1. INNOVATIONS WORK AS LONG AS WE KNOW THEIR LIMITS
Adoption of the identified clusters gained significant traction across the Atlantic in the last decade. But the 2008 credit crisis overwhelmed their impact. Strategies that were meant to thrive on volatility – e.g. hedge funds and currency – came unhinged. Their idiosyncratic risks were overwhelmed by the systemic ones.
Even so, five innovations delivered most value:
- emerging market equities
- emerging market bonds
- high yield bonds
- liability-driven investing
- exchange traded funds (ETFs).
Pension plans that benefited from them attribute their success to strong beliefs in their intrinsic worth, a disciplined approach to buying and selling, and in-house capabilities to chase early mover advantage.
They got the timing right.
Innovations that delivered least value include:
- leverage
- structured products
- portable alpha
- currency funds.
Pension plans that lost out attribute the outcomes to the absence of intrinsic value, herd instinct and low engagement with their asset managers.
They did not heed the ‘health warnings’.
Nor did they have the skills and governance to enter into anything complex or risky.
2. ASSET MANAGERS SHOULD IMPROVE THE OLD BEFORE CREATING THE NEW
Pension plans want asset managers to take four actions that can potentially improve the outcomes of the last crop of innovations:
- deliver better returns per unit of risk within a more symmetric fee structure
- deliver greater transparency and simplicity, so that the intrinsic worth of their assets is not concealed by devices such as derivatives, leverage and shorting; these should complement, not conceal, product integrity
- create a strong overlay of human judgement in risk models and investment processes
- develop better proximity to clients in order to minimise the ‘wrong-time’ risks.
3. THE INNOVATION BOAT IS UNLIKELY TO BE PUSHED OUT TOO FAR
A number of innovations are in the pipeline.

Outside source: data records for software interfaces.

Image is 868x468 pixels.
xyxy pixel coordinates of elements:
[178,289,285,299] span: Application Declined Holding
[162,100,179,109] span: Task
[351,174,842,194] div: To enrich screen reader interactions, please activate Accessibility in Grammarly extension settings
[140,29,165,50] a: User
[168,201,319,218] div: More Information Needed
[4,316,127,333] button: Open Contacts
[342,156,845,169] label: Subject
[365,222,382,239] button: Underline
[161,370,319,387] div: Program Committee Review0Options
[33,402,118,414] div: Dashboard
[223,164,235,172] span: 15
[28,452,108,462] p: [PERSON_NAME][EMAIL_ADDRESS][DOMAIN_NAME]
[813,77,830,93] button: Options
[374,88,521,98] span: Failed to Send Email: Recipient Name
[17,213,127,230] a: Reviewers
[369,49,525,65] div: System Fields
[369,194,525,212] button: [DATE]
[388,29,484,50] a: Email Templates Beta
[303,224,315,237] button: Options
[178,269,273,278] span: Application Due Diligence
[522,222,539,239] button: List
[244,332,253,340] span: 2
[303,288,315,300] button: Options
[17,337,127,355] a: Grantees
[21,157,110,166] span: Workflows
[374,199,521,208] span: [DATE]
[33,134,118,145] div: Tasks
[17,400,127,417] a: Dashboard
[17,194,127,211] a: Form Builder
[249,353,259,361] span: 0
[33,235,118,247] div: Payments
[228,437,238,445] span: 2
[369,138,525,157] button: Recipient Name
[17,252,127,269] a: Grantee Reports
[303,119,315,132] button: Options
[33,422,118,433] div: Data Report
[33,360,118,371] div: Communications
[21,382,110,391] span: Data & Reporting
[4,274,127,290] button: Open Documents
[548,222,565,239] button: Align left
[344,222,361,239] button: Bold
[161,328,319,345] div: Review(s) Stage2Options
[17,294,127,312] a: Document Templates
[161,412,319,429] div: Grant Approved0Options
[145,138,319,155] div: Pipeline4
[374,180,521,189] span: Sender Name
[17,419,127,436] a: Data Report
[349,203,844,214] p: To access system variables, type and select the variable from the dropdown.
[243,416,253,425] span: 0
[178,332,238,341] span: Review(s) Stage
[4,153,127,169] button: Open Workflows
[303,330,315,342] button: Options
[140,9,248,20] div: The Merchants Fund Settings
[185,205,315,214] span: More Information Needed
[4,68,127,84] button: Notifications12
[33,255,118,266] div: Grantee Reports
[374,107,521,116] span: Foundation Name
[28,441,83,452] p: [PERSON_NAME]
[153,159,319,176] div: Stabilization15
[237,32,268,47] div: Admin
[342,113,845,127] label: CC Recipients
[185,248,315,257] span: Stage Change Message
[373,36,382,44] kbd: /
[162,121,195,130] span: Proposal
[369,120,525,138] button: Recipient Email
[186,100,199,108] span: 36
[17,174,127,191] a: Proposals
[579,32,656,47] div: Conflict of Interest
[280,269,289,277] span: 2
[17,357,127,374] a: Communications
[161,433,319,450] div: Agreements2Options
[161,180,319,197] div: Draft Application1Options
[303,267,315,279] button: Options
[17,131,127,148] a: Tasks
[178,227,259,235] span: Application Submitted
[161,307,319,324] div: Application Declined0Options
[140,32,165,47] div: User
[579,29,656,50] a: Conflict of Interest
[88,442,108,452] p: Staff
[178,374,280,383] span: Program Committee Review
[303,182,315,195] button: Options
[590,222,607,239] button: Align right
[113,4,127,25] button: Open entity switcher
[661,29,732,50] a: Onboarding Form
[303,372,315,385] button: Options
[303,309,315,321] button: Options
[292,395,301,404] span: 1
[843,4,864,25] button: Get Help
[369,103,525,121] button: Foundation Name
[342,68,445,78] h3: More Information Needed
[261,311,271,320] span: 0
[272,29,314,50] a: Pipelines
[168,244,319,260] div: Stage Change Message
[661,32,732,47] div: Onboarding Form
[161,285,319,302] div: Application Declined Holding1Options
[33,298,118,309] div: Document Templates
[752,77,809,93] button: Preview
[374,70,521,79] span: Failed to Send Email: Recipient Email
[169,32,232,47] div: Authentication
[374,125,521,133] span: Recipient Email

Their impact will be modest over the next three years but will build up as the decade progresses.
Their immediate aim will be to improve the product features outlined above.
Over time, four innovations are likely to prove especially disruptive to the existing business models:
- the likely abolition of commissions in the retail space in Europe and Asia
- the adoption of high watermark fees in the absolute return space
- the morphing of defined contribution (DC) products in the retirement space
- the emergence of state-of-theart data warehouses in the administration space.
4. THERE NEEDS TO BE A CLEAR LINE OF SIGHT BETWEEN INNOVATIONS AND CLIENT NEEDS
Pension plans accept that innovations cannot deliver replicable outcomes. Nor can they do without them.
Both the size of their current deficits and the returns required to fix them remain daunting in today’s low return environment.
Thus, they want to be assured that their asset managers seek ‘best endeavour’ outcomes via product integrity, process integrity, operational excellence and interest alignment.
The likelihood of such outcomes may increase if:
- there is greater client engagement that seeks new ideas as much as manages expectations of what can and can’t be achieved in today’s markets, with random bursts of risk-on/risk-off that ignore the fundamentals
- innovations stem from managers’ core skills as distinct from pure market opportunism
- innovations walk the fine line between revenue streams for asset managers and credible opportunity sets for their clients.
Over this decade, the investment value chain will be distinguished as much by introspection as innovation.
Report Synopsis
In the last decade, the charm of uncorrelated absolute returns captured the imagination of investors who had hitherto relied on a raging bull market to do the heavy lifting for them.
Numerous investment innovations were duly adopted: some new, some revived versions of the old.
New asset classes emerged. Some were offshoots of long only funds. Others were genuine alternatives. New asset allocation techniques were also created as strategic asset allocation became more dynamic.
New risk hedging and return enhancing tools accompanied them in the institutional market.
Finally, new theme-based products were introduced in order to meet the diverse needs of retail investors.